Available Formats
The Tiny House Movement: Challenging Our Consumer Culture
By (Author) Tracey Harris
Bloomsbury Publishing PLC
Lexington Books
15th October 2018
United States
Professional and Scholarly
Non Fiction
728.3
Hardback
138
Width 159mm, Height 231mm, Spine 17mm
381g
The Tiny House Movement: Challenging Consumer Culture features in-depth interviews with movement residents, builders, and advocates, as well as the authors insights from her fieldwork of living tiny. In it, we learn how the movement is challenging consumerism, overwork, and environmental destruction and facilitating a more meaningful understanding of home. This book highlights that the tiny house movement is more than a lifestyle choice and that the movement challenges the consumerist lifestyle. In Canada and the United States, we are taught that bigger is better and that constant growth in our personal wealth, accumulation, and in the economy is a sign of our success. We sacrifice well-being and life satisfaction because of our relationship with stuff. This leads to personal debt and unsustainability in our relationships, communities, and the environment. This is the first book to examine the tiny house movement as a challenge to consumer culture by demonstrating its potential to offer individual, collective, and societal change.
This is an example of the public sociology we need more of: interdisciplinary and theoretically informed, yet eminently readable and accessible to a broad audience.Harris offers up a powerful critique of how our existing homes are ecologically and socially unsustainable but also celebrates how everyday folk are successfully challenging expectations of what a home can be. -- Joseph G. Moore, Douglas College
An inspiring depiction of the tiny house movement, Tracey Harris shows tiny house building and living as fun and creative problem-solving, downsizing 'stuff' as a way of making room for more experiences, and living small as opportunities for re-imagining and re-creating community, all while considering critiques of the privilege involved in making the choice to live tiny.The Tiny House Movementdetails contemporary problems with overconsumption and gives hope to readers as it highlights those who choose to enjoy 'just enough.' -- Elizabeth Cherry, Manhattanville College
Tracey Harris is assistant professor of sociology at Cape Breton University.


• **Assigned task**:
Output the listing verbatim, leaving out every picture.
*** Begin section ***
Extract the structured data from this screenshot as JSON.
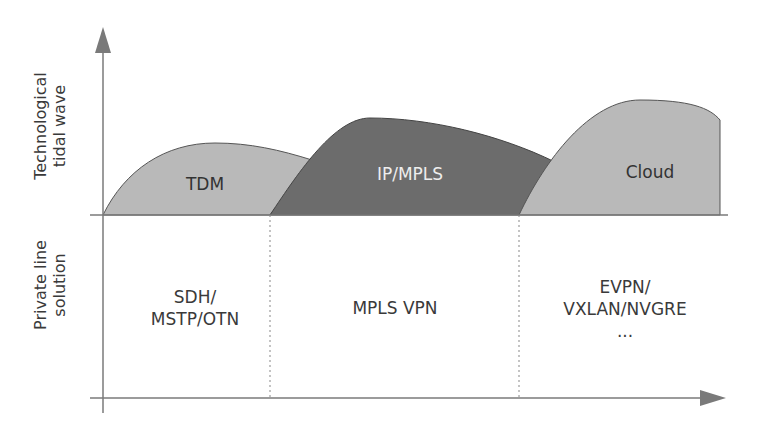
{
  "axes": {
    "y_top_label_line1": "Technological",
    "y_top_label_line2": "tidal wave",
    "y_bottom_label_line1": "Private line",
    "y_bottom_label_line2": "solution"
  },
  "waves": [
    {
      "label": "TDM",
      "fill": "#b9b9b9",
      "text_color": "#333333"
    },
    {
      "label": "IP/MPLS",
      "fill": "#6c6c6c",
      "text_color": "#eeeeee"
    },
    {
      "label": "Cloud",
      "fill": "#b9b9b9",
      "text_color": "#333333"
    }
  ],
  "solutions": [
    {
      "line1": "SDH/",
      "line2": "MSTP/OTN",
      "line3": ""
    },
    {
      "line1": "MPLS VPN",
      "line2": "",
      "line3": ""
    },
    {
      "line1": "EVPN/",
      "line2": "VXLAN/NVGRE",
      "line3": "..."
    }
  ],
  "colors": {
    "axis": "#7a7a7a",
    "outline": "#555555"
  }
}
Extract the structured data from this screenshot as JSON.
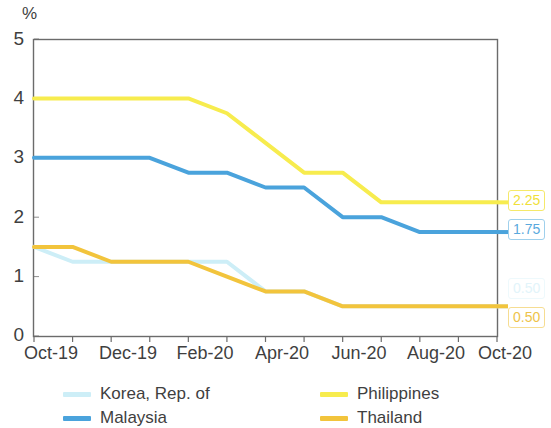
{
  "axis": {
    "unit": "%",
    "y_ticks": [
      "0",
      "1",
      "2",
      "3",
      "4",
      "5"
    ],
    "x_ticks": [
      "Oct-19",
      "Dec-19",
      "Feb-20",
      "Apr-20",
      "Jun-20",
      "Aug-20",
      "Oct-20"
    ]
  },
  "colors": {
    "korea": "#cdeef7",
    "malaysia": "#4aa3dc",
    "philippines": "#f7ec4e",
    "thailand": "#f2c43c",
    "axis": "#6b6b6b",
    "text": "#3f3f3f"
  },
  "legend": [
    {
      "label": "Korea, Rep. of",
      "color": "#cdeef7"
    },
    {
      "label": "Malaysia",
      "color": "#4aa3dc"
    },
    {
      "label": "Philippines",
      "color": "#f7ec4e"
    },
    {
      "label": "Thailand",
      "color": "#f2c43c"
    }
  ],
  "end_labels": [
    {
      "value": "2.25",
      "color": "#f7ec4e",
      "series": "Philippines"
    },
    {
      "value": "1.75",
      "color": "#4aa3dc",
      "series": "Malaysia"
    },
    {
      "value": "0.50",
      "color": "#cdeef7",
      "series": "Korea, Rep. of"
    },
    {
      "value": "0.50",
      "color": "#f2c43c",
      "series": "Thailand"
    }
  ],
  "chart_data": {
    "type": "line",
    "title": "",
    "xlabel": "",
    "ylabel": "%",
    "ylim": [
      0,
      5
    ],
    "yticks": [
      0,
      1,
      2,
      3,
      4,
      5
    ],
    "grid": false,
    "legend_position": "bottom",
    "x": [
      "Oct-19",
      "Nov-19",
      "Dec-19",
      "Jan-20",
      "Feb-20",
      "Mar-20",
      "Apr-20",
      "May-20",
      "Jun-20",
      "Jul-20",
      "Aug-20",
      "Sep-20",
      "Oct-20"
    ],
    "xticks": [
      "Oct-19",
      "Dec-19",
      "Feb-20",
      "Apr-20",
      "Jun-20",
      "Aug-20",
      "Oct-20"
    ],
    "series": [
      {
        "name": "Korea, Rep. of",
        "color": "#cdeef7",
        "values": [
          1.5,
          1.25,
          1.25,
          1.25,
          1.25,
          1.25,
          0.75,
          0.75,
          0.5,
          0.5,
          0.5,
          0.5,
          0.5
        ],
        "end_value": 0.5
      },
      {
        "name": "Malaysia",
        "color": "#4aa3dc",
        "values": [
          3.0,
          3.0,
          3.0,
          3.0,
          2.75,
          2.75,
          2.5,
          2.5,
          2.0,
          2.0,
          1.75,
          1.75,
          1.75
        ],
        "end_value": 1.75
      },
      {
        "name": "Philippines",
        "color": "#f7ec4e",
        "values": [
          4.0,
          4.0,
          4.0,
          4.0,
          4.0,
          3.75,
          3.25,
          2.75,
          2.75,
          2.25,
          2.25,
          2.25,
          2.25
        ],
        "end_value": 2.25
      },
      {
        "name": "Thailand",
        "color": "#f2c43c",
        "values": [
          1.5,
          1.5,
          1.25,
          1.25,
          1.25,
          1.0,
          0.75,
          0.75,
          0.5,
          0.5,
          0.5,
          0.5,
          0.5
        ],
        "end_value": 0.5
      }
    ]
  }
}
*** End section ***
• **Solution for this problem**:
Extract the structured data from this screenshot as JSON.
{
  "axes": {
    "y_top_label_line1": "Technological",
    "y_top_label_line2": "tidal wave",
    "y_bottom_label_line1": "Private line",
    "y_bottom_label_line2": "solution"
  },
  "waves": [
    {
      "label": "TDM",
      "fill": "#b9b9b9",
      "text_color": "#333333"
    },
    {
      "label": "IP/MPLS",
      "fill": "#6c6c6c",
      "text_color": "#eeeeee"
    },
    {
      "label": "Cloud",
      "fill": "#b9b9b9",
      "text_color": "#333333"
    }
  ],
  "solutions": [
    {
      "line1": "SDH/",
      "line2": "MSTP/OTN",
      "line3": ""
    },
    {
      "line1": "MPLS VPN",
      "line2": "",
      "line3": ""
    },
    {
      "line1": "EVPN/",
      "line2": "VXLAN/NVGRE",
      "line3": "..."
    }
  ],
  "colors": {
    "axis": "#7a7a7a",
    "outline": "#555555"
  }
}
Extract the structured data from this screenshot as JSON.
{
  "axis": {
    "unit": "%",
    "y_ticks": [
      "0",
      "1",
      "2",
      "3",
      "4",
      "5"
    ],
    "x_ticks": [
      "Oct-19",
      "Dec-19",
      "Feb-20",
      "Apr-20",
      "Jun-20",
      "Aug-20",
      "Oct-20"
    ]
  },
  "colors": {
    "korea": "#cdeef7",
    "malaysia": "#4aa3dc",
    "philippines": "#f7ec4e",
    "thailand": "#f2c43c",
    "axis": "#6b6b6b",
    "text": "#3f3f3f"
  },
  "legend": [
    {
      "label": "Korea, Rep. of",
      "color": "#cdeef7"
    },
    {
      "label": "Malaysia",
      "color": "#4aa3dc"
    },
    {
      "label": "Philippines",
      "color": "#f7ec4e"
    },
    {
      "label": "Thailand",
      "color": "#f2c43c"
    }
  ],
  "end_labels": [
    {
      "value": "2.25",
      "color": "#f7ec4e",
      "series": "Philippines"
    },
    {
      "value": "1.75",
      "color": "#4aa3dc",
      "series": "Malaysia"
    },
    {
      "value": "0.50",
      "color": "#cdeef7",
      "series": "Korea, Rep. of"
    },
    {
      "value": "0.50",
      "color": "#f2c43c",
      "series": "Thailand"
    }
  ],
  "chart_data": {
    "type": "line",
    "title": "",
    "xlabel": "",
    "ylabel": "%",
    "ylim": [
      0,
      5
    ],
    "yticks": [
      0,
      1,
      2,
      3,
      4,
      5
    ],
    "grid": false,
    "legend_position": "bottom",
    "x": [
      "Oct-19",
      "Nov-19",
      "Dec-19",
      "Jan-20",
      "Feb-20",
      "Mar-20",
      "Apr-20",
      "May-20",
      "Jun-20",
      "Jul-20",
      "Aug-20",
      "Sep-20",
      "Oct-20"
    ],
    "xticks": [
      "Oct-19",
      "Dec-19",
      "Feb-20",
      "Apr-20",
      "Jun-20",
      "Aug-20",
      "Oct-20"
    ],
    "series": [
      {
        "name": "Korea, Rep. of",
        "color": "#cdeef7",
        "values": [
          1.5,
          1.25,
          1.25,
          1.25,
          1.25,
          1.25,
          0.75,
          0.75,
          0.5,
          0.5,
          0.5,
          0.5,
          0.5
        ],
        "end_value": 0.5
      },
      {
        "name": "Malaysia",
        "color": "#4aa3dc",
        "values": [
          3.0,
          3.0,
          3.0,
          3.0,
          2.75,
          2.75,
          2.5,
          2.5,
          2.0,
          2.0,
          1.75,
          1.75,
          1.75
        ],
        "end_value": 1.75
      },
      {
        "name": "Philippines",
        "color": "#f7ec4e",
        "values": [
          4.0,
          4.0,
          4.0,
          4.0,
          4.0,
          3.75,
          3.25,
          2.75,
          2.75,
          2.25,
          2.25,
          2.25,
          2.25
        ],
        "end_value": 2.25
      },
      {
        "name": "Thailand",
        "color": "#f2c43c",
        "values": [
          1.5,
          1.5,
          1.25,
          1.25,
          1.25,
          1.0,
          0.75,
          0.75,
          0.5,
          0.5,
          0.5,
          0.5,
          0.5
        ],
        "end_value": 0.5
      }
    ]
  }
}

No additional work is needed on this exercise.